Friday, September 28, 2007

A time and place for all things.

I wouldn't even know where to begin if I indeed had the time to spill forth all of the thoughts I'm warring with in my head and heart. I've stepped on some toes this week...some regretfully, others unknowingly. There are those things I wish that I was brave enough to exclaim loudly, awarding them the legacy of resounding echoes, and others I wish I had never uttered [or otherwise communicated]. at all. I've wanted to hang up in mid-sentence - Oh! the temptation of an effortless flip of wrist. I've wanted to [and may or may not have] shed tears of absolute frustration...or was it a mere imbalance of hormones? I've been tempted to shatter fragile things, and indulge in the gluttony of gentle affection, and not to honor obligations.
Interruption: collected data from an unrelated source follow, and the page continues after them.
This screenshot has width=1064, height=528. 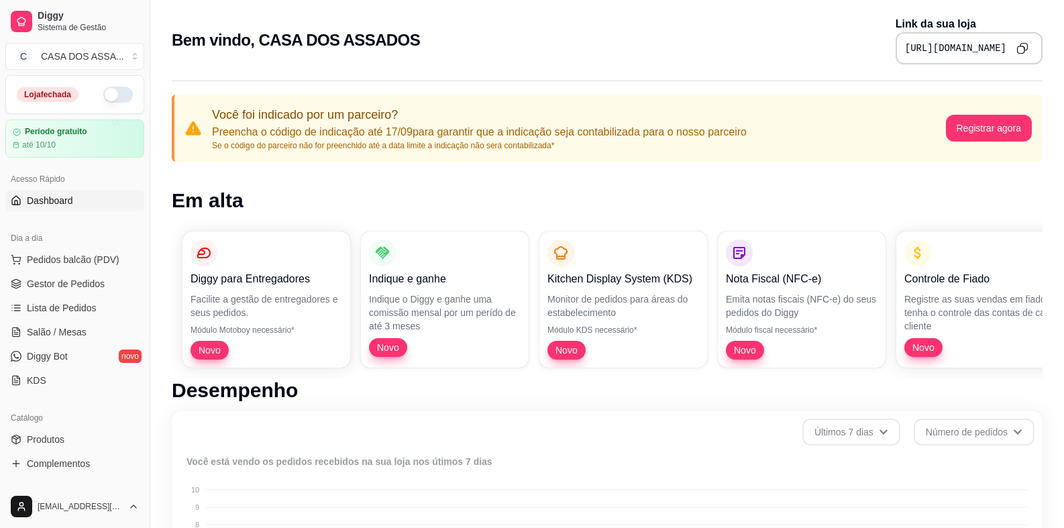 What do you see at coordinates (479, 132) in the screenshot?
I see `p: Preencha o código de indicação até 17/09 para garantir que a indicação seja contabilizada para o ...` at bounding box center [479, 132].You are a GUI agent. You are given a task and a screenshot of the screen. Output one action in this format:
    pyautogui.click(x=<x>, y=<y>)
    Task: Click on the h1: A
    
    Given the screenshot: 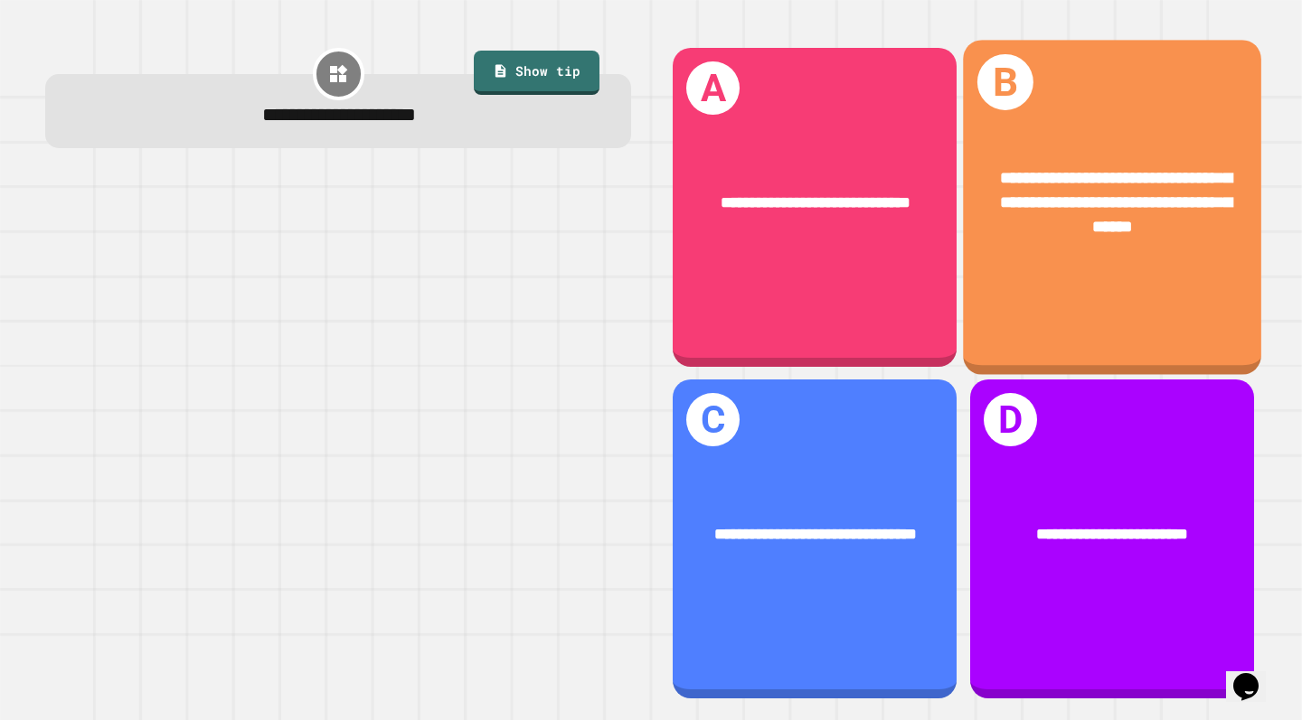 What is the action you would take?
    pyautogui.click(x=712, y=88)
    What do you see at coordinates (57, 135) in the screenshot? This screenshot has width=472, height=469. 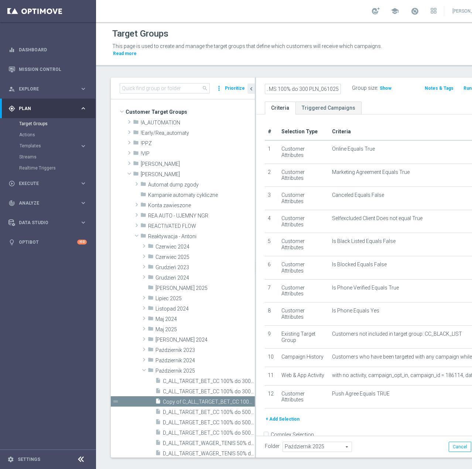 I see `div: Actions` at bounding box center [57, 135].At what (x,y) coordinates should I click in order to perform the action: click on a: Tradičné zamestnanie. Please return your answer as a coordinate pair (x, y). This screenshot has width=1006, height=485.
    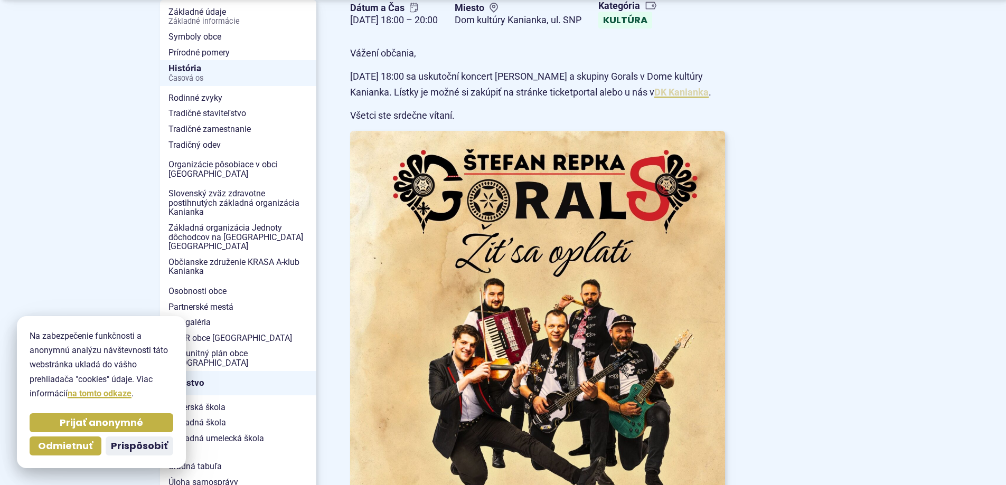
    Looking at the image, I should click on (238, 129).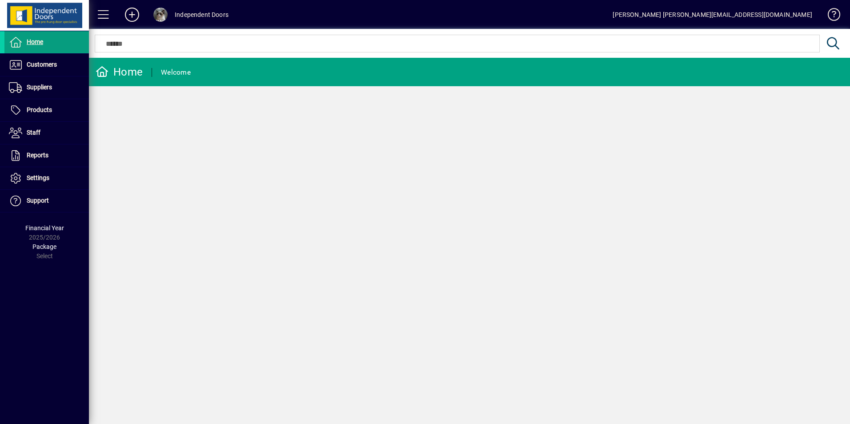  What do you see at coordinates (44, 228) in the screenshot?
I see `span: Financial Year` at bounding box center [44, 228].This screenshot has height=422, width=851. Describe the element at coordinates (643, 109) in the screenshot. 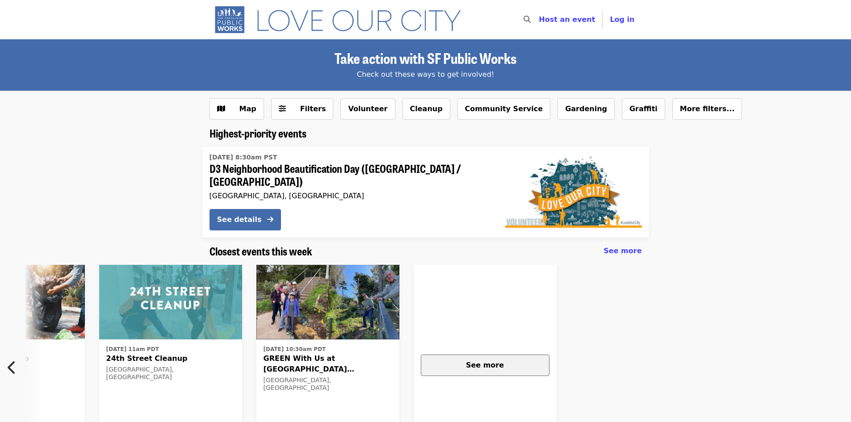

I see `button: Graffiti` at that location. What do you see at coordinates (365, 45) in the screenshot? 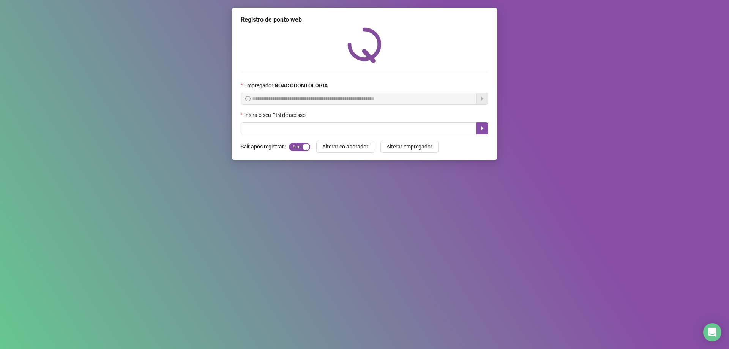
I see `img: QRPoint` at bounding box center [365, 45].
I'm not perfect and I hate that.

There's this passage in the opening paragraph of Hornby's, How to be Good that I've just recalled. It's both sobering and reflective of the human condition [and it's how I feel right this very second]. Sometimes terrible thoughts are thought and things are said or done, or not done or said, and you can't believe the moment has just transpired. Regardless of preference, it's done or lost, and you are the doer or the loser or the thinker or the "bad guy." Maybe it matters, maybe it doesn't, but it's You for better or worse:

"Even though I am, apparently, and to my surprise, the kind of person who tells her husband that she doesn't want to be married to him anymore, I really didn't think I was the kind of person to say so in a car park, on a mobile phone. That particular self-assessment will now have to be revised, clearly. I can describe myself as the kind of person who doesn't forget names, for example, because I have remembered names thousands of times and forgotten them only once or twice. But for the majority of people, marriage-ending conversations happen only once, if at all. If you choose to conduct yours on a mobile phone, in a Leeds car park, then you cannot really claim that it is unrepresentative, in the same way that Lee Harvey Oswald couldn't really claim that shooting presidents wasn't like him at all. Sometimes we have to be judged by our one-offs."